McDonald’s eyes record global expansion in coming years, with more focus on delivery

McDonald’s is expecting to go through a growth spurt.

The Chicago-based burger giant wants to establish thousands of new locations around the globe in the next few years, aiming to have 50,000 locations operating by 2027.

That’s up roughly 25 per cent from more than 40,000 McDonald’s locations in operation today.

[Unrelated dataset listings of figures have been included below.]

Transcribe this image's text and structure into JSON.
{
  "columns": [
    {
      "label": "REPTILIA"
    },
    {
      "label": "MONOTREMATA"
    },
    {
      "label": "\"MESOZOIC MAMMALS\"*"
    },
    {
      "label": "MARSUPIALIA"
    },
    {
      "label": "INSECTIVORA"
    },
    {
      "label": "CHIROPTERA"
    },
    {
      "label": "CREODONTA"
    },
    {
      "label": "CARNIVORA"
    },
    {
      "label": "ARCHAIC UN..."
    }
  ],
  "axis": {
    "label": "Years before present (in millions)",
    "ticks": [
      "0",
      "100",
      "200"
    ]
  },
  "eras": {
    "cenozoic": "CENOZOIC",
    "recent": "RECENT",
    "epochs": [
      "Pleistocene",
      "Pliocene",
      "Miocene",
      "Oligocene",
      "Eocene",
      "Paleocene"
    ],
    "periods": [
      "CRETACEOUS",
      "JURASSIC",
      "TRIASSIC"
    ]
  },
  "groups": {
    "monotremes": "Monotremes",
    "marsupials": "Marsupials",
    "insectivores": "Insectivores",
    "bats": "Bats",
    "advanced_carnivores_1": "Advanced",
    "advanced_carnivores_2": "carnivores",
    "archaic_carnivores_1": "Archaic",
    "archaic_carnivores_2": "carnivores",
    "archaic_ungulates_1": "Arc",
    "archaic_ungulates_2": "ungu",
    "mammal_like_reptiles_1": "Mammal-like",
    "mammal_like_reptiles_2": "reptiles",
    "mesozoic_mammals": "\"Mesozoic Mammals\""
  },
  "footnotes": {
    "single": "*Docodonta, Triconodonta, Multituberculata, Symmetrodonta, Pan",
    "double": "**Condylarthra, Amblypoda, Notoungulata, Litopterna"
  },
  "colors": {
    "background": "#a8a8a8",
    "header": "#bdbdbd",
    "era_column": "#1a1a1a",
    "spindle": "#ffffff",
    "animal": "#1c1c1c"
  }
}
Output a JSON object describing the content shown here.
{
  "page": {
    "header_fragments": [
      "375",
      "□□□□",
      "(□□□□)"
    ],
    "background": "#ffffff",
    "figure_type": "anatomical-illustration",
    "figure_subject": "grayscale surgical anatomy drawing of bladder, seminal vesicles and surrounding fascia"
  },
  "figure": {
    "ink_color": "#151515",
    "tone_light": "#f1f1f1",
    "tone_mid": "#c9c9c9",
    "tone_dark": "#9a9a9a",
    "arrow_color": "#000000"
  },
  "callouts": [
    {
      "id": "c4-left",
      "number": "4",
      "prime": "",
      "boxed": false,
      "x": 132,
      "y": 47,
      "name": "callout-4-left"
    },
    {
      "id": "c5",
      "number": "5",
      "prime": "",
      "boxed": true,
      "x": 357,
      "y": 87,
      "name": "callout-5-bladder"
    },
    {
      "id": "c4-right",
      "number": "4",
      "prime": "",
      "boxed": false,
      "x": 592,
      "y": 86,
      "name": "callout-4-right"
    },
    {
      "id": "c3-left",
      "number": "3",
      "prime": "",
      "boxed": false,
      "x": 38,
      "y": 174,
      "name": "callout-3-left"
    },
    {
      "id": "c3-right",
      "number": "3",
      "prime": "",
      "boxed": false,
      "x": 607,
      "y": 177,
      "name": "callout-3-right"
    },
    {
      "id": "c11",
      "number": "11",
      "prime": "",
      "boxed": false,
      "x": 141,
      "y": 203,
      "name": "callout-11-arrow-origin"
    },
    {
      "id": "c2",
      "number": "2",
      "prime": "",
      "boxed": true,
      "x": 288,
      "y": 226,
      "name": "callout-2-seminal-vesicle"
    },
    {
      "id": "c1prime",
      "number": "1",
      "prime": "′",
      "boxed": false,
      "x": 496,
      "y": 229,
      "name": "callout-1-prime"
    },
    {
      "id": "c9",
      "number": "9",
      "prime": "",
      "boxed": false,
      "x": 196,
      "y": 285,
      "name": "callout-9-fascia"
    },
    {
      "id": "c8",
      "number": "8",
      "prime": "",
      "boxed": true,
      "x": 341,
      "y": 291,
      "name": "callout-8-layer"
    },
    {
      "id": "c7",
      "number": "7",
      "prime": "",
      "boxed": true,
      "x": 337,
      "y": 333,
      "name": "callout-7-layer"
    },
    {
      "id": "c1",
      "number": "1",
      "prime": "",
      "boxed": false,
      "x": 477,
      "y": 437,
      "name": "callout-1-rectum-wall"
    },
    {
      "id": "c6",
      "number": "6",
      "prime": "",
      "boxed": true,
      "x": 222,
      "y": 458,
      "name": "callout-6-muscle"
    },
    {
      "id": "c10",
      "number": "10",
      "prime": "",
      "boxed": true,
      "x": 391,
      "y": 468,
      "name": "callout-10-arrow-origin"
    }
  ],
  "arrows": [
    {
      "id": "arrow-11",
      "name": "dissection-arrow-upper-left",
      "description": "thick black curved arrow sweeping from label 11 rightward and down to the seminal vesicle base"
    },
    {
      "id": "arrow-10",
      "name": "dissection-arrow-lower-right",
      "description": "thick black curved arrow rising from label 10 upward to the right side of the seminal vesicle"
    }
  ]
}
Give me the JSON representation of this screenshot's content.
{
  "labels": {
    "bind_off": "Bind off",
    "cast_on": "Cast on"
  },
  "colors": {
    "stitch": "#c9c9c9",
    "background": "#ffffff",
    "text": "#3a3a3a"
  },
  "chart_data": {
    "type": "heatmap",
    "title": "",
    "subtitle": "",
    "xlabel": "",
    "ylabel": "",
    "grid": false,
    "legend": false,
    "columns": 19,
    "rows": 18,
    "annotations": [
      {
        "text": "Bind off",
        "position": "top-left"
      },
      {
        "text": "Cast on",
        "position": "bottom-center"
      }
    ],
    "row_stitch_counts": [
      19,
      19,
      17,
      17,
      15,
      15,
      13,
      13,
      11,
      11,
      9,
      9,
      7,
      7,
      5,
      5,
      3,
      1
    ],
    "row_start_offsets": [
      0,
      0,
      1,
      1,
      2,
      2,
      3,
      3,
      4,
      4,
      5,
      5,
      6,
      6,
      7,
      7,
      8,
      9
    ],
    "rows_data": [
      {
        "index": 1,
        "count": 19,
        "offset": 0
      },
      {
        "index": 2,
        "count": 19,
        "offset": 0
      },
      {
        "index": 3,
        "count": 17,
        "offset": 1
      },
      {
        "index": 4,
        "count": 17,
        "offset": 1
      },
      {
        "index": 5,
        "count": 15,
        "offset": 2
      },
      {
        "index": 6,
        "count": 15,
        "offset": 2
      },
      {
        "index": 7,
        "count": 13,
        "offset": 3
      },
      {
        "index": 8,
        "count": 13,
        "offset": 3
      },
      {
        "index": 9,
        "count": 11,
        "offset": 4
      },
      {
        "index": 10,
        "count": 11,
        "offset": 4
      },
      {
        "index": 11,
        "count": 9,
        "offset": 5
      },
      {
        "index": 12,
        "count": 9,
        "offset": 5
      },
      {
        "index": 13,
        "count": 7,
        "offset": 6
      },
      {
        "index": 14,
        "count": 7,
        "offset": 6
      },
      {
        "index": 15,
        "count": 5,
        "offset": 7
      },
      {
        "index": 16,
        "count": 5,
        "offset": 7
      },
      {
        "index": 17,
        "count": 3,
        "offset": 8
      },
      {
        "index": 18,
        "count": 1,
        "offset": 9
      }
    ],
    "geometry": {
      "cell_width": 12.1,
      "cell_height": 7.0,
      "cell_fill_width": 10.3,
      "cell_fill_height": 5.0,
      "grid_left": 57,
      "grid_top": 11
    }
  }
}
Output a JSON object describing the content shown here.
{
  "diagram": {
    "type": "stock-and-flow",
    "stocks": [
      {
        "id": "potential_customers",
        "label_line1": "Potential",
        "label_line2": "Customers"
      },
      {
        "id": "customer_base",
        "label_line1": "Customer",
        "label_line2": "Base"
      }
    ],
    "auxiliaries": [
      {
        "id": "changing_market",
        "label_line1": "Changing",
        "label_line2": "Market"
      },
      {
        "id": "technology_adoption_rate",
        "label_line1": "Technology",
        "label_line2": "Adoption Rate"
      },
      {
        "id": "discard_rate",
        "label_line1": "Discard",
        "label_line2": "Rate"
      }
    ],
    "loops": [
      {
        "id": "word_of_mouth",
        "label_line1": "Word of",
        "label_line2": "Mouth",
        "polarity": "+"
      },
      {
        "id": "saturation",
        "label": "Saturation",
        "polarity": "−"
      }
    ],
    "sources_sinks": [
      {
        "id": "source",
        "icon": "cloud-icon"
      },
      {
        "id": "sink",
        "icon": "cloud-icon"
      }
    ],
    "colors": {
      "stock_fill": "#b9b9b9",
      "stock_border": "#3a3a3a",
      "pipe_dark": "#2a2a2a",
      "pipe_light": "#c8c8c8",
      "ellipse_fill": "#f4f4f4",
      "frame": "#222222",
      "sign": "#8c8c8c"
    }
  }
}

The company says its anticipated expansion would represent the chain’s fastest-ever period of growth.

A super-sized footprint isn’t the only way the fast-food chain intends to grow its business, though — as McDonald’s intends to use a combination of technology and a greater focus on its delivery capabilities to better serve customers in the years ahead.

More stores in Canada?

Canada, which is already home to more than 1,400 McDonald’s restaurants, will be among the markets to see new stores in the proposed expansion effort, according to The Associated Press.

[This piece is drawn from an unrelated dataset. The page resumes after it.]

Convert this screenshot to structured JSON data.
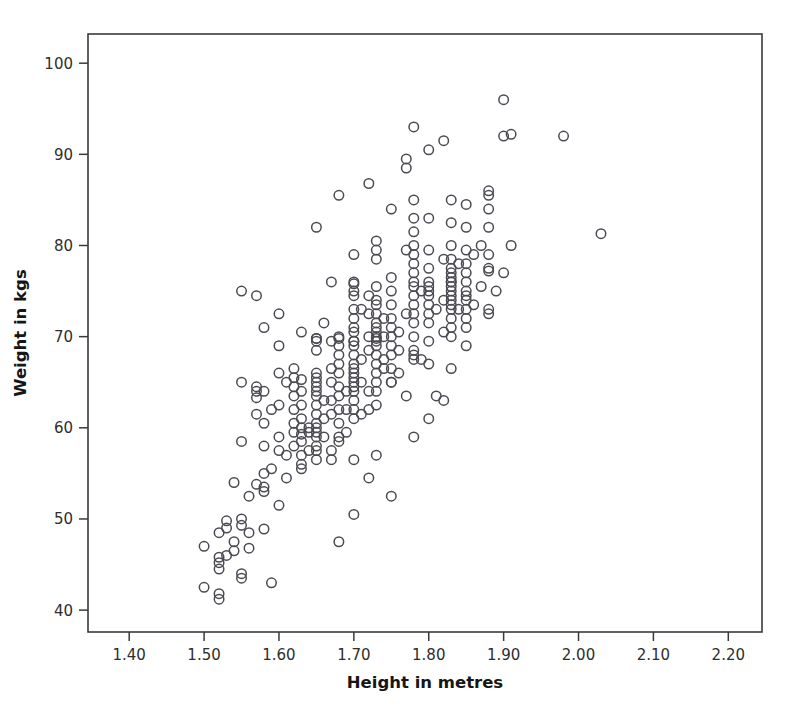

The company declined to share details on its Canadian expansion plans, but it pointed to recent comments to investors by Jill McDonald, president of the chain’s wholly owned international operated markets.

“Canada is one of my top markets,” she recently told investors. “Looking at the shift in some of the population that’s going on, we definitely see significant opportunities for growth in Canada, across the country.”

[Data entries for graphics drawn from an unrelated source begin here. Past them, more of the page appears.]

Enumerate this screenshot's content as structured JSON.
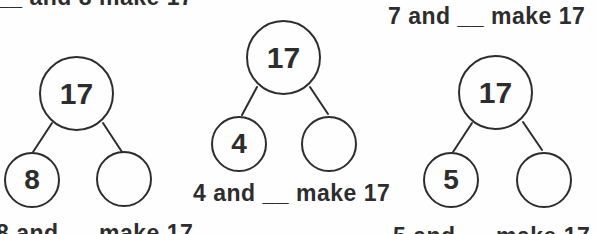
{
  "page": {
    "background_color": "#fefefe",
    "ink_color": "#2d2d2d",
    "total_number": "17"
  },
  "captions": {
    "top_left_partial": "__ and 8 make 17",
    "top_right": "7 and __ make 17",
    "middle": "4 and __ make 17",
    "bottom_left_partial": "8 and __ make 17",
    "bottom_right_partial": "5 and __ make 17"
  },
  "trees": [
    {
      "parent": "17",
      "left_child": "8",
      "right_child": ""
    },
    {
      "parent": "17",
      "left_child": "4",
      "right_child": ""
    },
    {
      "parent": "17",
      "left_child": "5",
      "right_child": ""
    }
  ]
}
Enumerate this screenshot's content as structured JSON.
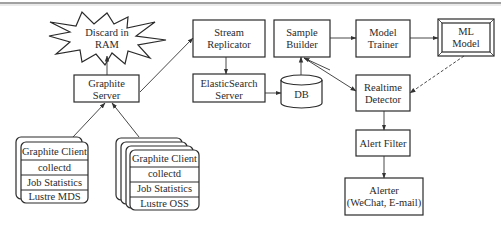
{
  "diagram": {
    "type": "architecture-flow",
    "colors": {
      "stroke": "#2a2a2a",
      "background": "#ffffff",
      "text": "#2a2a2a"
    },
    "nodes": {
      "discard": {
        "shape": "burst",
        "lines": [
          "Discard in",
          "RAM"
        ]
      },
      "graphite_server": {
        "shape": "box",
        "lines": [
          "Graphite",
          "Server"
        ]
      },
      "stream_replicator": {
        "shape": "box",
        "lines": [
          "Stream",
          "Replicator"
        ]
      },
      "elasticsearch_server": {
        "shape": "box",
        "lines": [
          "ElasticSearch",
          "Server"
        ]
      },
      "db": {
        "shape": "cylinder",
        "lines": [
          "DB"
        ]
      },
      "sample_builder": {
        "shape": "box",
        "lines": [
          "Sample",
          "Builder"
        ]
      },
      "model_trainer": {
        "shape": "box",
        "lines": [
          "Model",
          "Trainer"
        ]
      },
      "ml_model": {
        "shape": "double-box",
        "lines": [
          "ML",
          "Model"
        ]
      },
      "realtime_detector": {
        "shape": "box",
        "lines": [
          "Realtime",
          "Detector"
        ]
      },
      "alert_filter": {
        "shape": "box",
        "lines": [
          "Alert Filter"
        ]
      },
      "alerter": {
        "shape": "box",
        "lines": [
          "Alerter",
          "(WeChat, E-mail)"
        ]
      },
      "mds_stack": {
        "shape": "stacked-rounded-box",
        "layers": 2,
        "rows": [
          "Graphite Client",
          "collectd",
          "Job Statistics",
          "Lustre MDS"
        ]
      },
      "oss_stack": {
        "shape": "stacked-rounded-box",
        "layers": 4,
        "rows": [
          "Graphite Client",
          "collectd",
          "Job Statistics",
          "Lustre OSS"
        ]
      }
    },
    "edges": [
      {
        "from": "mds_stack",
        "to": "graphite_server",
        "style": "solid"
      },
      {
        "from": "oss_stack",
        "to": "graphite_server",
        "style": "solid"
      },
      {
        "from": "graphite_server",
        "to": "discard",
        "style": "solid"
      },
      {
        "from": "graphite_server",
        "to": "stream_replicator",
        "style": "solid"
      },
      {
        "from": "stream_replicator",
        "to": "elasticsearch_server",
        "style": "solid"
      },
      {
        "from": "elasticsearch_server",
        "to": "db",
        "style": "solid"
      },
      {
        "from": "db",
        "to": "sample_builder",
        "style": "solid"
      },
      {
        "from": "sample_builder",
        "to": "model_trainer",
        "style": "solid"
      },
      {
        "from": "model_trainer",
        "to": "ml_model",
        "style": "solid"
      },
      {
        "from": "sample_builder",
        "to": "realtime_detector",
        "style": "solid"
      },
      {
        "from": "ml_model",
        "to": "realtime_detector",
        "style": "dashed"
      },
      {
        "from": "realtime_detector",
        "to": "alert_filter",
        "style": "solid"
      },
      {
        "from": "alert_filter",
        "to": "alerter",
        "style": "solid"
      }
    ]
  }
}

A Canadian flag flies outside a McDonald's restaurant in London, Ont., in a file photo from Sept. 2019.
A Canadian flag flies outside a McDonald’s restaurant in London, Ont., in September 2019. (Geoff Robins/AFP/Getty Images)

McDonald’s is also aiming to open 900 new stores in the United States and another 1,900 in international markets where company-operated and franchised restaurants are located — including in Canada, Australia, Germany and the United Kingdom.

Anil Verma, a professor emeritus of industrial relations and human resources management at the University of Toronto’s Rotman School of Management, said finding enough people to serve Canadian customers likely won’t be an issue for the fast-food giant, especially in the near term.

“For the next five years … Canada will have a steady supply of immigrant labour,” Verma said in a phone interview with CBC News.

Some of the next wave of Canada’s newest workers will be looking for this type of employment, he said.

McDonald’s also plans on establishing some 7,000 new locations in what it calls international developmental licensed markets, which are operated by licensees. More than half of them will be established in China, according to CFO Ian Borden.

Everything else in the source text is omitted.